Congress as an institution rarely sues the executive branch, with one Congressional Research Service report from 2016 finding five instances since 1975. Most of those suits came from House committees, while others cited specific statutory authorizations.

The House’s 2014 lawsuit against the Obama administration over the federal health care law might have the most important bearing on a potential House suit against Trump's emergency declaration. 

That suit in part challenged the Obama administration’s move to repurpose money from different accounts to make cost-sharing payments under the Patient Protection and Affordable Care Act, better known as Obamacare. 

A federal judge in 2016 ruled in favor of the House, finding the Obama administration had improperly funded the subsidy program against Congress’s wishes.

Mark Tushnet, a professor of constitutional law at Harvard Law School, said the claims on which the House, then under Republican control, prevailed in that case look similar to the ones House Democrats would bring against Trump.

"Attempts by the House to sue the president go back 30, 35 years and they rarely get very far because judges say you have political means to get back at the president," Tushnet said. "But in this context, the response is, ‘Well, we used those political means and he’s evading them.’”

Saikrishna Prakash, a law professor at the University of Virginia, noted, however, that the 2016 Obamacare opinion is not binding precedent, and a different judge might see the issue differently.

An important issue is whether the House has standing to bring the suit.

Meyler said courts have traditionally been kinder to legislatures that bring a lawsuit as an institution than they have been to individual lawmakers. She cited the 2015 Supreme Court case Arizona State Legislature v. Arizona Independent Redistricting Commission, in which the court held the Arizona Legislature had standing to challenge a voter referendum that created an independent commission to redraw legislative maps.

“The court seems to be more amenable to having a whole House or whole legislature sue rather than individual legislators,” Meyler said.

A 2016 Congressional Research Service report, however, noted that the Supreme Court mentioned in that case that it might be a different situation if it were a legal fight between Congress and the president, given the separation-of-powers concerns a federal dispute would raise.

Another problem a potential lawsuit from the House could face would be that Congress has its own method of blocking Trump’s action outside of the courts. Under the National Emergencies Act, Congress can pass a resolution terminating an emergency declaration, though because the measure would need Trump’s signature, it would need to pass by a veto-proof majority in both chambers. To reach court, then, Congress might have to exhaust its remedies by passing such a resolution, and have it vetoed.

Meyler said the high bar Congress would need to clear to terminate the emergency would strike a blow against what would otherwise be an argument for locking Congress out of the court.

“I think they can argue that the law that they already passed in terms of the budget, basically, is being nullified by this action and that they can't override it through the normal process — they’d have to override it through a veto-proof majority,” Meyler said. “I think it’s an argument definitely on the other side, but I don't think it’s as successful in this case as it could be.”

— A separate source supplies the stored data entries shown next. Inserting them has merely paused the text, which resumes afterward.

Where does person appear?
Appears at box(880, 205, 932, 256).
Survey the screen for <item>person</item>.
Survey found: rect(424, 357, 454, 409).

Tushnet, of Harvard, said the House would be best off attempting to pass the resolution of disapproval before bringing a lawsuit, because it would show normal political means are effectively off the table.

“Eventually, the resolution won’t be legally effective and the odds are high that the veto will stick, but their legal position would be strengthened quite a bit if they tried to do the resolution of disapproval first,” Tushnet said.

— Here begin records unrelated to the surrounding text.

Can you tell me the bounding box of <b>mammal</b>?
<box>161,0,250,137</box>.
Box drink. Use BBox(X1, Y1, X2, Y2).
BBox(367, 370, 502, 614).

Prakash, the University of Virginia professor, said it is hard to tell exactly what a court will do with a House lawsuit against the emergency declaration, considering the numerous political routes Congress could take instead that would leave the courts out of the fight entirely.

“It’s not an open-and-shut case,” Prakash said. “There is certainly broad authority to reprogram funds in many statutes, and that’s just a function of Congress willing to delegate to its institutional rival.”